Bloomberg reported this week that Alan Greenspan died at 100. He ran the Federal Reserve for nearly two decades, presiding over the longest peacetime expansion in U.S. history and then — in retirement — watching the credit architecture he helped build collapse in 2008.

His death is not a market event. But it is a good reason to sit with the question his career raises for every household: what do you do when the people managing the macro environment are wrong, and you find out about it too late?

What his era actually changed

Greenspan's tenure normalized something that now feels like gravity: cheap, accessible credit. During his years at the Fed, real interest rates stayed low for extended stretches, and consumer debt — mortgages, auto loans, home equity lines — became a standard household tool rather than a last resort.

The consequences weren't random. Families who had locked in fixed-rate debt and held liquid savings did fine through the 2008 crisis. Families who had stretched into adjustable-rate mortgages, drawn down home equity, or taken on debt to sustain a lifestyle found themselves with no margin when the cycle turned. The difference wasn't income. It was structure.

That lesson — structure over income — is what most post-mortems of that era miss. The households that got hurt weren't necessarily reckless. Many were following advice that was rational under the conditions of that moment. The conditions changed. Their balance sheets didn't have the slack to absorb the shift.

What this means right now

We are not in 2007. But we are in a rate environment that has already cycled dramatically within a few years, and household debt as a share of disposable income, per recent Federal Reserve data, remains historically elevated. Variable-rate debt is more expensive than it was in 2021. Fixed costs have risen. Savings rates have recovered somewhat but remain well below what most financial planners would consider a durable buffer.

The Greenspan era is a reminder that macro conditions can stay permissive long enough to feel permanent — and then they don't. Families that built their financial lives around assumptions of low rates and easy refinancing discovered that the assumption was load-bearing. When it failed, so did the plan.

That's not a prediction about what happens next. It's a structural observation: the families who navigated 2008 without lasting damage had built in margin before the crisis, not during it.

What we'd actually do

Audit every variable-rate obligation you carry. List every debt with a rate that can adjust — HELOCs, adjustable-rate mortgages, some personal loans — and calculate what the payment would look like at two points higher. If that number breaks your monthly budget, that's a structural risk worth addressing now, not later.

The goal isn't to pay off everything immediately. It's to know exactly where the floor is. Most families can't tell you, off the top of their head, what their total monthly minimum obligations are at current rates. That number is the most important number in your household finance picture.

Build a one-month cash buffer before an investment buffer. Financial advice often skips directly to investing. But a family without a month of expenses in cash — not in a brokerage account, not in a 401(k) — is one layoff or transmission replacement from a credit card balance that compounds. The Greenspan-era households that fared worst were the ones with assets but no liquidity. Cash at hand is not a failure to invest. It is the foundation that makes investing safe.

Identify one fixed cost you could reduce if income dropped 20%. Not hypothetically. Actually identify it: the streaming bundles, the car payment you could refinance down, the gym membership, the subscription boxes. Knowing your own financial flexibility before you need it is a skill, and it takes practice. Do a five-minute version of this exercise today.

Talk to your household about what "enough" looks like. The credit boom Greenspan oversaw was partly sustained by households borrowing against future income to fund present consumption. That works until it doesn't. The families who came through in the best shape had, in many cases, consciously chosen a lower cost-of-living structure than their income technically allowed. That choice looked conservative in 2005. It looked prescient in 2009.

The bigger picture

Greenspan's legacy is contested and will be debated by economists for decades. That debate doesn't belong here. What belongs here is the simpler observation: central bank policy shapes the water households swim in, and that water changes temperature. Your job isn't to predict when — it's to build a household that can handle the shift when it comes.

Durability is not pessimism. It is the thing that lets you keep living your life when the conditions change around you.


◆ **PROMPT**
Copy all data exactly. Skip pictures.

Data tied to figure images
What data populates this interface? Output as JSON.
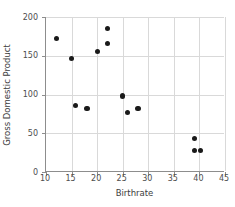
{
  "chart_data": {
    "type": "scatter",
    "title": "",
    "xlabel": "Birthrate",
    "ylabel": "Gross Domestic Product",
    "xlim": [
      10,
      45
    ],
    "ylim": [
      0,
      200
    ],
    "xticks": [
      10,
      15,
      20,
      25,
      30,
      35,
      40,
      45
    ],
    "yticks": [
      0,
      50,
      100,
      150,
      200
    ],
    "xtick_labels": [
      "10",
      "15",
      "20",
      "25",
      "30",
      "35",
      "40",
      "45"
    ],
    "ytick_labels": [
      "0",
      "50",
      "100",
      "150",
      "200"
    ],
    "grid": true,
    "legend": null,
    "marker_color": "#1a1a1a",
    "points": [
      {
        "x": 12.0,
        "y": 172
      },
      {
        "x": 15.0,
        "y": 146
      },
      {
        "x": 15.7,
        "y": 86
      },
      {
        "x": 18.0,
        "y": 82
      },
      {
        "x": 20.0,
        "y": 156
      },
      {
        "x": 22.0,
        "y": 185
      },
      {
        "x": 22.0,
        "y": 166
      },
      {
        "x": 25.0,
        "y": 98
      },
      {
        "x": 26.0,
        "y": 77
      },
      {
        "x": 28.0,
        "y": 82
      },
      {
        "x": 39.0,
        "y": 43
      },
      {
        "x": 39.0,
        "y": 28
      },
      {
        "x": 40.2,
        "y": 28
      }
    ]
  }
}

◆ **RESULT OF THIS TASK**
What data populates this interface? Output as JSON.
{
  "chart_data": {
    "type": "scatter",
    "title": "",
    "xlabel": "Birthrate",
    "ylabel": "Gross Domestic Product",
    "xlim": [
      10,
      45
    ],
    "ylim": [
      0,
      200
    ],
    "xticks": [
      10,
      15,
      20,
      25,
      30,
      35,
      40,
      45
    ],
    "yticks": [
      0,
      50,
      100,
      150,
      200
    ],
    "xtick_labels": [
      "10",
      "15",
      "20",
      "25",
      "30",
      "35",
      "40",
      "45"
    ],
    "ytick_labels": [
      "0",
      "50",
      "100",
      "150",
      "200"
    ],
    "grid": true,
    "legend": null,
    "marker_color": "#1a1a1a",
    "points": [
      {
        "x": 12.0,
        "y": 172
      },
      {
        "x": 15.0,
        "y": 146
      },
      {
        "x": 15.7,
        "y": 86
      },
      {
        "x": 18.0,
        "y": 82
      },
      {
        "x": 20.0,
        "y": 156
      },
      {
        "x": 22.0,
        "y": 185
      },
      {
        "x": 22.0,
        "y": 166
      },
      {
        "x": 25.0,
        "y": 98
      },
      {
        "x": 26.0,
        "y": 77
      },
      {
        "x": 28.0,
        "y": 82
      },
      {
        "x": 39.0,
        "y": 43
      },
      {
        "x": 39.0,
        "y": 28
      },
      {
        "x": 40.2,
        "y": 28
      }
    ]
  }
}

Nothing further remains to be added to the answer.